One Year On!
By John Roughan
19 July 2004
Honiara
This time last year Solomon Islanders waited in great expectation. On 24 July 2003 the nation accepted a multi-nation
military force of more than 2,000 armed personnel to land on our shores. It was the most important event since our
independence 25 years previous and arguably the most influential event since World War 2, more than 60 years ago. Now
with one year under our belt are we able to make any kind of a judgement on the whole intervention. Who are the big
winners? Who lost big? And what does it all mean for the nation in the coming years?
First of all let's be quite clear. The biggest winner in this whole exercise has been the Solomon Islands people. Over
the previous five years--1998-2003--the nation had been held at ramson by a few hundred thugs, conmen and opportunists.
The vast number of people--villagers, town folk and their families--got on with life, fed themselves, few died of
uncontrolled disease outbreaks and almost 98%+ led secure lives guarded by people's own traditions and customs. These
accomplishments took place with little or no help from the state, its police force nor its economic masters.
Last year the SIDT Report Card survey on the Kemakeza government's work for its people showed how poorly it had served
the nation in the 18 months preceding RAMSI's armed intervention. Of the four categories--health, education, resource
assistance and availability of money--which people scored the government, not one area scored more than 42%. In other
words, people had literally given up on government, had taken greater charge of their lives and hoped that the future
would get better. Most figured it couldn't get much worse.
People's fervent prayers were partially answered with RAMSI's intervention. In a six months follow-up survey of the
intervention force in February this year, for instance, respondents (2,341 town and village people) gave RAMSI high
marks (88%) for its security work but a bit lower for Justice System Working (74%). However, RAMSI could only achieve a
much lower score for the other two areas so important to people's lives: Service delivery--education, clinics,
transport, jobs, etc.--66% and lower still the expected but yet to be delivered national economic re-birth (64%).
On the whole, then, Solomons' people, the big winners of the military intervention, remain optimistic and hopeful but
wary still as the above survey indicates. This leads to the question of who then were the big losers in the military
intervention. People quoted RAMSI's success in collecting a large number of guns, named some of the warlords behind
prison bars and how they now enjoyed a high-level of personal and community peace. In the minds of majority of people,
RAMSI's most outstanding success has been to bring the nation a level of peace and order badly missing over the previous
five years.
However, there is a significant falling away on the other three issues. The Justice System Working, for instance, drew
lower results than security partly from the nature of the justice system. Collecting guns, jailing warlords, and
restoring basic peace produced quick, dramatic results. Justice system proceedings--police investigations, court
processes, sentencing and jailing--are a much more drawn out affair and work at a slower pace. But people were not shy
to observe that few senior politicians have yet to feel the full sting of the law and their rightful place in a Rove
cell. Crooked politicians, unsavoury business men, coup plotters and their cronies have yet to see the inside of a court
house and until they do, then the nation as a whole continues to be the big looser!
What is the Solomons future? People seek The Better Life! They search for a modest increase in economic well being,
increased employment both in town and the village, a definite reduction in store prices, lessening of transport costs
and a growth in the ability to pay modest school fees. Most of those who were surveyed understand that a year is a short
period of time compared to the years that the Social Unrest grew and spun out of control.
However, The Better Life doesn't come on its own. There is no magic bullet. People want and need constant massive
information, education and awareness-building campaigns on the causes and solutions of our recent Social Unrest.
Citizens appreciate greatly the new levels of security ushered in by RAMSI. But that's history!
What is needed now are programs geared for The Better Life for the poorest which is not happening. Pouring investment,
energy and time into Big Time Operations--Gold Ridge, SIPL, Honiara itself, etc.--as necessary as they may be can not be
paid for at the expense of the village and the villager. It's these very past policies that carry much of the fault why
so many suffered so much at the hands of so few.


YOUR GOAL
Please return all lines of the data below containing the string "aperture".
§ §
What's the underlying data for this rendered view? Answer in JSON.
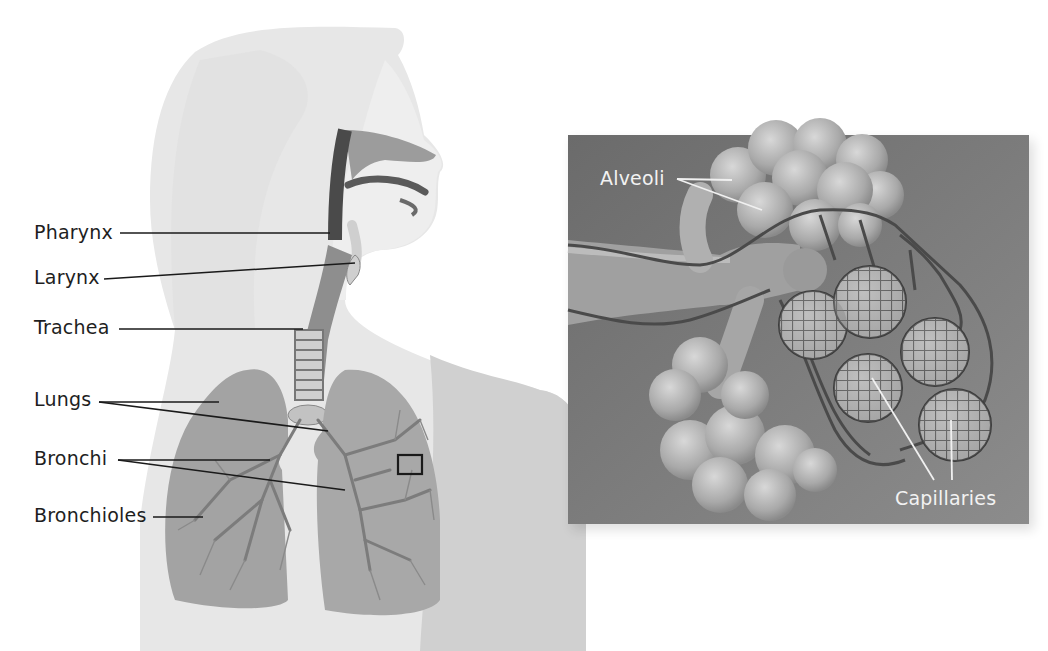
{
  "figure": {
    "title_cut": "",
    "left_labels": [
      {
        "id": "pharynx",
        "text": "Pharynx"
      },
      {
        "id": "larynx",
        "text": "Larynx"
      },
      {
        "id": "trachea",
        "text": "Trachea"
      },
      {
        "id": "lungs",
        "text": "Lungs"
      },
      {
        "id": "bronchi",
        "text": "Bronchi"
      },
      {
        "id": "bronchioles",
        "text": "Bronchioles"
      }
    ],
    "inset": {
      "labels": [
        {
          "id": "alveoli",
          "text": "Alveoli"
        },
        {
          "id": "capillaries",
          "text": "Capillaries"
        }
      ],
      "background_color": "#7a7a7a"
    },
    "colors": {
      "body_silhouette": "#e6e6e6",
      "lung_fill": "#9a9a9a",
      "leader_line_dark": "#1a1a1a",
      "leader_line_light": "#f0f0f0"
    }
  }
}
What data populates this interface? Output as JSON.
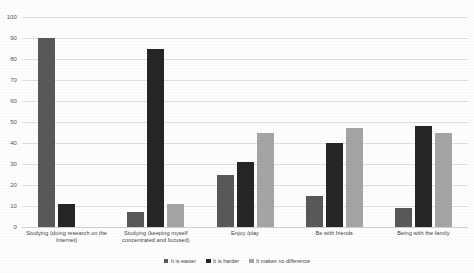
{
  "chart_data": {
    "type": "bar",
    "title": "",
    "subtitle": "",
    "xlabel": "",
    "ylabel": "",
    "ylim": [
      0,
      100
    ],
    "ytick_step": 10,
    "yticks": [
      "100",
      "90",
      "80",
      "70",
      "60",
      "50",
      "40",
      "30",
      "20",
      "10",
      "0"
    ],
    "grid": true,
    "legend_position": "bottom",
    "orientation": "vertical",
    "grouping": "clustered",
    "categories": [
      "Studying (doing research on the Internet)",
      "Studying (keeping myself concentrated and focused)",
      "Enjoy /play",
      "Be with friends",
      "Being with the family"
    ],
    "series": [
      {
        "name": "It is easier",
        "color": "#595959",
        "values": [
          90,
          7,
          25,
          15,
          9
        ]
      },
      {
        "name": "It is harder",
        "color": "#262626",
        "values": [
          11,
          85,
          31,
          40,
          48
        ]
      },
      {
        "name": "It makes no difference",
        "color": "#a6a6a6",
        "values": [
          0,
          11,
          45,
          47,
          45
        ]
      }
    ]
  },
  "legend": {
    "items": [
      {
        "label": "It is easier",
        "color": "#595959"
      },
      {
        "label": "It is harder",
        "color": "#262626"
      },
      {
        "label": "It makes no difference",
        "color": "#a6a6a6"
      }
    ]
  },
  "colors": {
    "background": "#ffffff",
    "gridline": "#e2e2e2",
    "axis_text": "#565656",
    "label_text": "#3f3f3f"
  }
}
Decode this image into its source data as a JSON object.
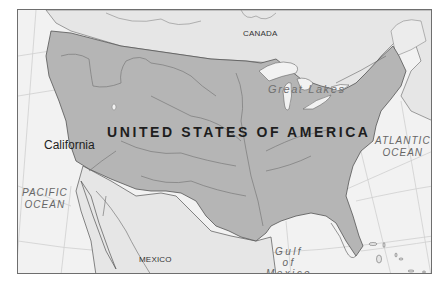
{
  "map": {
    "colors": {
      "usa_fill": "#b5b5b5",
      "land_fill": "#e6e6e6",
      "water_fill": "#f2f2f2",
      "border_stroke": "#555555",
      "river_stroke": "#7a7a7a",
      "grid_stroke": "#cfcfcf",
      "frame_stroke": "#6e6e6e"
    },
    "labels": {
      "country_main": "UNITED STATES OF AMERICA",
      "canada": "CANADA",
      "mexico": "MEXICO",
      "state": "California",
      "great_lakes": "Great Lakes",
      "atlantic_line1": "ATLANTIC",
      "atlantic_line2": "OCEAN",
      "pacific_line1": "PACIFIC",
      "pacific_line2": "OCEAN",
      "gulf_line1": "Gulf",
      "gulf_line2": "of",
      "gulf_line3": "Mexico"
    }
  }
}
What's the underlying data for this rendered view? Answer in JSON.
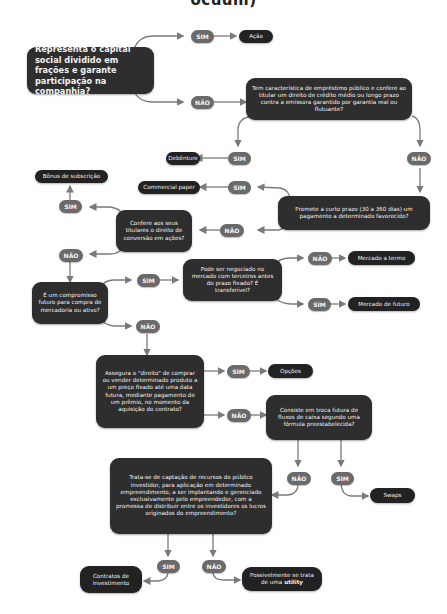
{
  "title_fragment": "ocuum)",
  "labels": {
    "yes": "SIM",
    "no": "NÃO"
  },
  "colors": {
    "node_dark": "#2e2e2e",
    "result_dark": "#222222",
    "pill": "#6a6a6a",
    "connector": "#7a7a7a",
    "background": "#ffffff"
  },
  "questions": {
    "q1": "Representa o capital social dividido em frações e garante participação na companhia?",
    "q2": "Tem característica de empréstimo público e confere ao titular um direito de crédito médio ou longo prazo contra a emissora garantido por garantia real ou flutuante?",
    "q3": "Promete a curto prazo (30 a 360 dias) um pagamento a determinado favorecido?",
    "q4": "Confere aos seus titulares o direito de conversão em ações?",
    "q5": "É um compromisso futuro para compra de mercadoria ou ativo?",
    "q6": "Pode ser negociado no mercado com terceiros antes do prazo fixado? É transferível?",
    "q7": "Assegura o \"direito\" de comprar ou vender determinado produto a um preço fixado até uma data futura, mediante pagamento de um prêmio, no momento da aquisição do contrato?",
    "q8": "Consiste em troca futura de fluxos de caixa segundo uma fórmula preestabelecida?",
    "q9": "Trata-se de captação de recursos do público investidor, para aplicação em determinado empreendimento, a ser implantando e gerenciado exclusivamente pelo empreendedor, com a promessa de distribuir entre os investidores os lucros originados do empreendimento?"
  },
  "results": {
    "acao": "Ação",
    "debenture": "Debênture",
    "commercial_paper": "Commercial paper",
    "bonus": "Bônus de subscrição",
    "termo": "Mercado a termo",
    "futuro": "Mercado de futuro",
    "opcoes": "Opções",
    "swaps": "Swaps",
    "contratos": "Contratos de investimento",
    "utility_prefix": "Possivelmente se trata de uma",
    "utility_bold": "utility"
  }
}
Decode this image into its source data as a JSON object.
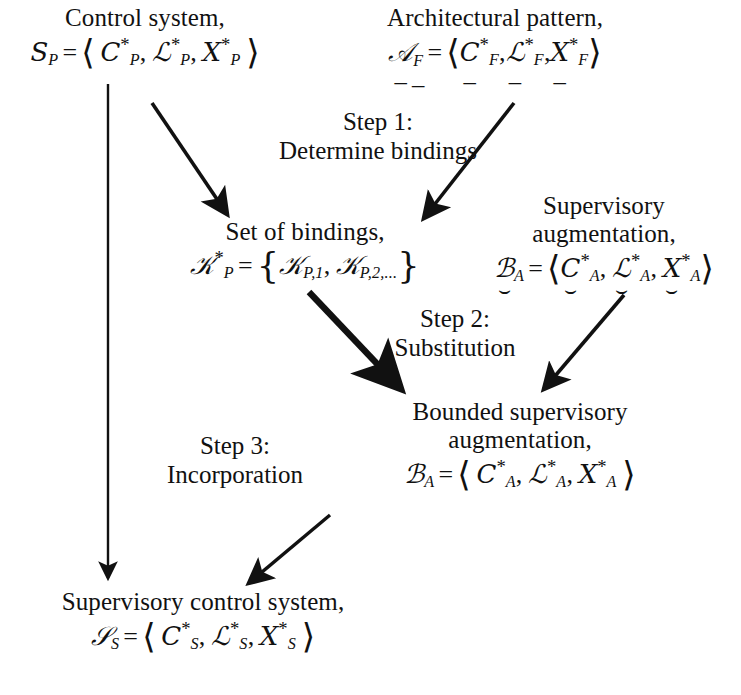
{
  "diagram": {
    "stroke_color": "#111111",
    "background_color": "#ffffff"
  },
  "nodes": {
    "control_system": {
      "label": "Control system,",
      "symbol": "S",
      "symbol_sub": "P",
      "equals": "=",
      "open": "⟨",
      "close": "⟩",
      "components": [
        {
          "base": "C",
          "star": "*",
          "sub": "P",
          "mark": "none"
        },
        {
          "base": "ℒ",
          "star": "*",
          "sub": "P",
          "mark": "none"
        },
        {
          "base": "𝑋",
          "star": "*",
          "sub": "P",
          "mark": "none"
        }
      ],
      "comma": ","
    },
    "architectural_pattern": {
      "label": "Architectural pattern,",
      "symbol": "𝒜",
      "symbol_sub": "F",
      "symbol_mark": "underline",
      "equals": "=",
      "open": "⟨",
      "close": "⟩",
      "components": [
        {
          "base": "C",
          "star": "*",
          "sub": "F",
          "mark": "underline"
        },
        {
          "base": "ℒ",
          "star": "*",
          "sub": "F",
          "mark": "underline"
        },
        {
          "base": "𝑋",
          "star": "*",
          "sub": "F",
          "mark": "underline"
        }
      ],
      "comma": ","
    },
    "set_of_bindings": {
      "label": "Set of bindings,",
      "symbol": "𝒦",
      "symbol_star": "*",
      "symbol_sub": "P",
      "equals": "=",
      "open": "{",
      "close": "}",
      "elements": [
        {
          "base": "𝒦",
          "sub": "P,1"
        },
        {
          "base": "𝒦",
          "sub": "P,2,..."
        }
      ],
      "comma": ","
    },
    "supervisory_augmentation": {
      "label_line1": "Supervisory",
      "label_line2": "augmentation,",
      "symbol": "ℬ",
      "symbol_sub": "A",
      "symbol_mark": "cup",
      "equals": "=",
      "open": "⟨",
      "close": "⟩",
      "components": [
        {
          "base": "C",
          "star": "*",
          "sub": "A",
          "mark": "cup"
        },
        {
          "base": "ℒ",
          "star": "*",
          "sub": "A",
          "mark": "cup"
        },
        {
          "base": "𝑋",
          "star": "*",
          "sub": "A",
          "mark": "cup"
        }
      ],
      "comma": ","
    },
    "bounded_supervisory_augmentation": {
      "label_line1": "Bounded supervisory",
      "label_line2": "augmentation,",
      "symbol": "ℬ",
      "symbol_sub": "A",
      "equals": "=",
      "open": "⟨",
      "close": "⟩",
      "components": [
        {
          "base": "C",
          "star": "*",
          "sub": "A",
          "mark": "none"
        },
        {
          "base": "ℒ",
          "star": "*",
          "sub": "A",
          "mark": "none"
        },
        {
          "base": "𝑋",
          "star": "*",
          "sub": "A",
          "mark": "none"
        }
      ],
      "comma": ","
    },
    "supervisory_control_system": {
      "label": "Supervisory control system,",
      "symbol": "𝒮",
      "symbol_sub": "S",
      "equals": "=",
      "open": "⟨",
      "close": "⟩",
      "components": [
        {
          "base": "C",
          "star": "*",
          "sub": "S",
          "mark": "none"
        },
        {
          "base": "ℒ",
          "star": "*",
          "sub": "S",
          "mark": "none"
        },
        {
          "base": "𝑋",
          "star": "*",
          "sub": "S",
          "mark": "none"
        }
      ],
      "comma": ","
    }
  },
  "steps": [
    {
      "id": "step-1",
      "line1": "Step 1:",
      "line2": "Determine bindings"
    },
    {
      "id": "step-2",
      "line1": "Step 2:",
      "line2": "Substitution"
    },
    {
      "id": "step-3",
      "line1": "Step 3:",
      "line2": "Incorporation"
    }
  ],
  "edges": [
    {
      "name": "control-system-to-supervisory-control-system",
      "style": "thin-vertical"
    },
    {
      "name": "control-system-to-set-of-bindings",
      "style": "thin-diagonal"
    },
    {
      "name": "architectural-pattern-to-set-of-bindings",
      "style": "thin-diagonal"
    },
    {
      "name": "set-of-bindings-to-bounded-supervisory-augmentation",
      "style": "thick-diagonal"
    },
    {
      "name": "supervisory-augmentation-to-bounded-supervisory-augmentation",
      "style": "thin-diagonal"
    },
    {
      "name": "bounded-supervisory-augmentation-to-supervisory-control-system",
      "style": "thin-diagonal"
    }
  ]
}
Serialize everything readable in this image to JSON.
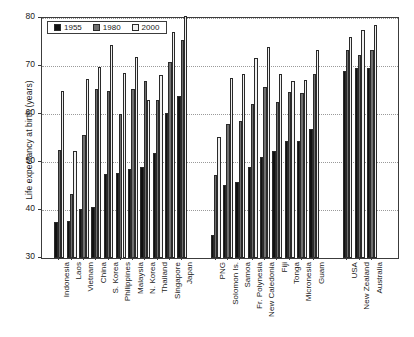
{
  "chart_data": {
    "type": "bar",
    "title": "",
    "subtitle": "",
    "xlabel": "",
    "ylabel": "Life expectancy at birth (years)",
    "ylim": [
      30,
      80
    ],
    "yticks": [
      30,
      40,
      50,
      60,
      70,
      80
    ],
    "grid": true,
    "legend_position": "top-left",
    "legend": [
      "1955",
      "1980",
      "2000"
    ],
    "categories": [
      "Indonesia",
      "Laos",
      "Vietnam",
      "China",
      "S. Korea",
      "Philippines",
      "Malaysia",
      "N. Korea",
      "Thailand",
      "Singapore",
      "Japan",
      "PNG",
      "Solomon Is.",
      "Samoa",
      "Fr. Polynesia",
      "New Caledonia",
      "Fiji",
      "Tonga",
      "Micronesia",
      "Guam",
      "USA",
      "New Zealand",
      "Australia"
    ],
    "group_breaks": [
      11,
      20
    ],
    "series": [
      {
        "name": "1955",
        "color": "#111111",
        "values": [
          37.5,
          37.8,
          40.3,
          40.6,
          47.4,
          47.8,
          48.5,
          49.0,
          51.8,
          60.2,
          63.8,
          34.7,
          45.2,
          45.8,
          48.9,
          51.1,
          52.3,
          54.3,
          54.3,
          56.8,
          69.0,
          69.5,
          69.5
        ]
      },
      {
        "name": "1980",
        "color": "#6f6f6f",
        "values": [
          52.5,
          43.4,
          55.6,
          65.3,
          64.7,
          59.9,
          65.3,
          66.8,
          63.0,
          70.8,
          75.5,
          47.2,
          57.9,
          58.5,
          62.1,
          65.7,
          62.4,
          64.5,
          64.4,
          68.4,
          73.3,
          72.3,
          73.3
        ]
      },
      {
        "name": "2000",
        "color": "#f0f0f0",
        "values": [
          64.8,
          52.3,
          67.2,
          69.8,
          74.3,
          68.6,
          71.8,
          62.9,
          68.2,
          77.1,
          80.5,
          55.3,
          67.4,
          68.3,
          71.7,
          73.9,
          68.4,
          66.8,
          67.0,
          73.3,
          76.1,
          77.4,
          78.5
        ]
      }
    ]
  }
}
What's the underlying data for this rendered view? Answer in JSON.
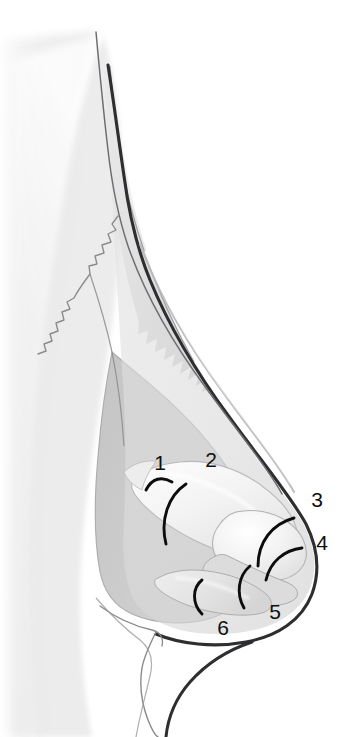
{
  "figure": {
    "background_color": "#ffffff",
    "style": "grayscale medical illustration, airbrush shading, line art"
  },
  "palette": {
    "background": "#ffffff",
    "soft_tissue_shadow": "#ececed",
    "face_fill": "#e6e6e7",
    "nasal_skin_fill": "#e2e2e3",
    "deep_tissue_gray": "#c9c9ca",
    "mid_gray": "#d2d2d3",
    "cartilage_light": "#f2f2f2",
    "cartilage_highlight": "#fafafa",
    "outline_soft": "#8e8e90",
    "outline_mid": "#76767a",
    "outline_dark": "#3d3d40",
    "dorsum_stroke": "#2e2e31",
    "marker_black": "#0d0d0d",
    "label_color": "#101010"
  },
  "labels": [
    {
      "id": "label-1",
      "text": "1",
      "x": 160,
      "y": 470,
      "anatomy": "nasal-bone-upper-lateral-cartilage-junction"
    },
    {
      "id": "label-2",
      "text": "2",
      "x": 211,
      "y": 467,
      "anatomy": "upper-lateral-cartilage"
    },
    {
      "id": "label-3",
      "text": "3",
      "x": 317,
      "y": 507,
      "anatomy": "lateral-crus-of-lower-lateral-cartilage"
    },
    {
      "id": "label-4",
      "text": "4",
      "x": 322,
      "y": 550,
      "anatomy": "dome-of-lower-lateral-cartilage"
    },
    {
      "id": "label-5",
      "text": "5",
      "x": 275,
      "y": 619,
      "anatomy": "medial-crus-lateral-crus-junction"
    },
    {
      "id": "label-6",
      "text": "6",
      "x": 223,
      "y": 635,
      "anatomy": "medial-crus-footplate"
    }
  ],
  "markers": [
    {
      "id": "marker-arc-1",
      "for_label": "1",
      "description": "black arc over nasal bone cartilage junction"
    },
    {
      "id": "marker-arc-2",
      "for_label": "2",
      "description": "black arc over upper lateral cartilage"
    },
    {
      "id": "marker-arc-3",
      "for_label": "3",
      "description": "black arc over lateral crus upper border"
    },
    {
      "id": "marker-arc-4",
      "for_label": "4",
      "description": "black arc over cartilage dome"
    },
    {
      "id": "marker-arc-5",
      "for_label": "5",
      "description": "black arc over crural junction"
    },
    {
      "id": "marker-arc-6",
      "for_label": "6",
      "description": "black arc over medial crus"
    }
  ],
  "structures": [
    {
      "id": "face-soft-tissue",
      "name": "facial soft tissue silhouette"
    },
    {
      "id": "nasal-dorsum-line",
      "name": "nasal dorsum skin contour"
    },
    {
      "id": "nasofrontal-angle",
      "name": "nasofrontal angle"
    },
    {
      "id": "nasomaxillary-suture",
      "name": "zigzag nasomaxillary suture line"
    },
    {
      "id": "nasal-bone",
      "name": "nasal bone with serrated caudal margin"
    },
    {
      "id": "upper-lateral-cartilage",
      "name": "upper lateral cartilage"
    },
    {
      "id": "lower-lateral-cartilage",
      "name": "lower lateral cartilage (alar)"
    },
    {
      "id": "medial-crus",
      "name": "medial crus of lower lateral cartilage"
    },
    {
      "id": "pyriform-aperture-region",
      "name": "pyriform aperture soft tissue"
    },
    {
      "id": "upper-lip",
      "name": "upper lip contour"
    },
    {
      "id": "columella",
      "name": "columella"
    }
  ]
}
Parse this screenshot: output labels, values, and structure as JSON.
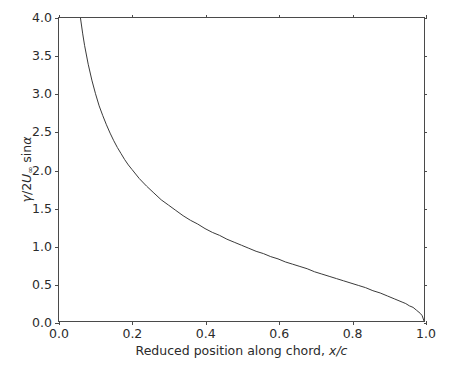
{
  "chart_data": {
    "type": "line",
    "title": "",
    "xlabel": "Reduced position along chord, x/c",
    "ylabel": "γ/2U∞ sinα",
    "xlabel_parts": {
      "text": "Reduced position along chord, ",
      "math": "x/c"
    },
    "ylabel_parts": {
      "gamma": "γ",
      "slash": "/2",
      "u": "U",
      "sub": "∞",
      "trig": " sin",
      "alpha": "α"
    },
    "xlim": [
      0.0,
      1.0
    ],
    "ylim": [
      0.0,
      4.0
    ],
    "xticks": [
      0.0,
      0.2,
      0.4,
      0.6,
      0.8,
      1.0
    ],
    "xticklabels": [
      "0.0",
      "0.2",
      "0.4",
      "0.6",
      "0.8",
      "1.0"
    ],
    "yticks": [
      0.0,
      0.5,
      1.0,
      1.5,
      2.0,
      2.5,
      3.0,
      3.5,
      4.0
    ],
    "yticklabels": [
      "0.0",
      "0.5",
      "1.0",
      "1.5",
      "2.0",
      "2.5",
      "3.0",
      "3.5",
      "4.0"
    ],
    "grid": false,
    "legend": null,
    "line_color": "#3b3b3b",
    "line_width": 1.0,
    "series": [
      {
        "name": "gamma distribution",
        "formula": "sqrt((1 - x/c)/(x/c))",
        "x": [
          0.0588,
          0.065,
          0.07,
          0.08,
          0.09,
          0.1,
          0.11,
          0.12,
          0.13,
          0.14,
          0.15,
          0.16,
          0.17,
          0.18,
          0.19,
          0.2,
          0.22,
          0.24,
          0.26,
          0.28,
          0.3,
          0.32,
          0.34,
          0.36,
          0.38,
          0.4,
          0.42,
          0.44,
          0.46,
          0.48,
          0.5,
          0.52,
          0.54,
          0.56,
          0.58,
          0.6,
          0.62,
          0.64,
          0.66,
          0.68,
          0.7,
          0.72,
          0.74,
          0.76,
          0.78,
          0.8,
          0.82,
          0.84,
          0.86,
          0.88,
          0.9,
          0.92,
          0.94,
          0.95,
          0.96,
          0.97,
          0.98,
          0.99,
          0.995,
          1.0
        ],
        "y": [
          4.0,
          3.79,
          3.64,
          3.39,
          3.18,
          3.0,
          2.84,
          2.71,
          2.59,
          2.48,
          2.38,
          2.29,
          2.21,
          2.13,
          2.06,
          2.0,
          1.88,
          1.78,
          1.69,
          1.6,
          1.53,
          1.46,
          1.39,
          1.33,
          1.28,
          1.22,
          1.17,
          1.13,
          1.08,
          1.04,
          1.0,
          0.96,
          0.92,
          0.89,
          0.85,
          0.82,
          0.78,
          0.75,
          0.72,
          0.69,
          0.65,
          0.62,
          0.59,
          0.56,
          0.53,
          0.5,
          0.47,
          0.44,
          0.4,
          0.37,
          0.33,
          0.29,
          0.25,
          0.23,
          0.2,
          0.18,
          0.14,
          0.1,
          0.07,
          0.0
        ]
      }
    ],
    "annotations": []
  }
}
§ §
ANSWER TO THE EXERCISE
      "id": "pyriform-aperture-region",
      "name": "pyriform aperture soft tissue"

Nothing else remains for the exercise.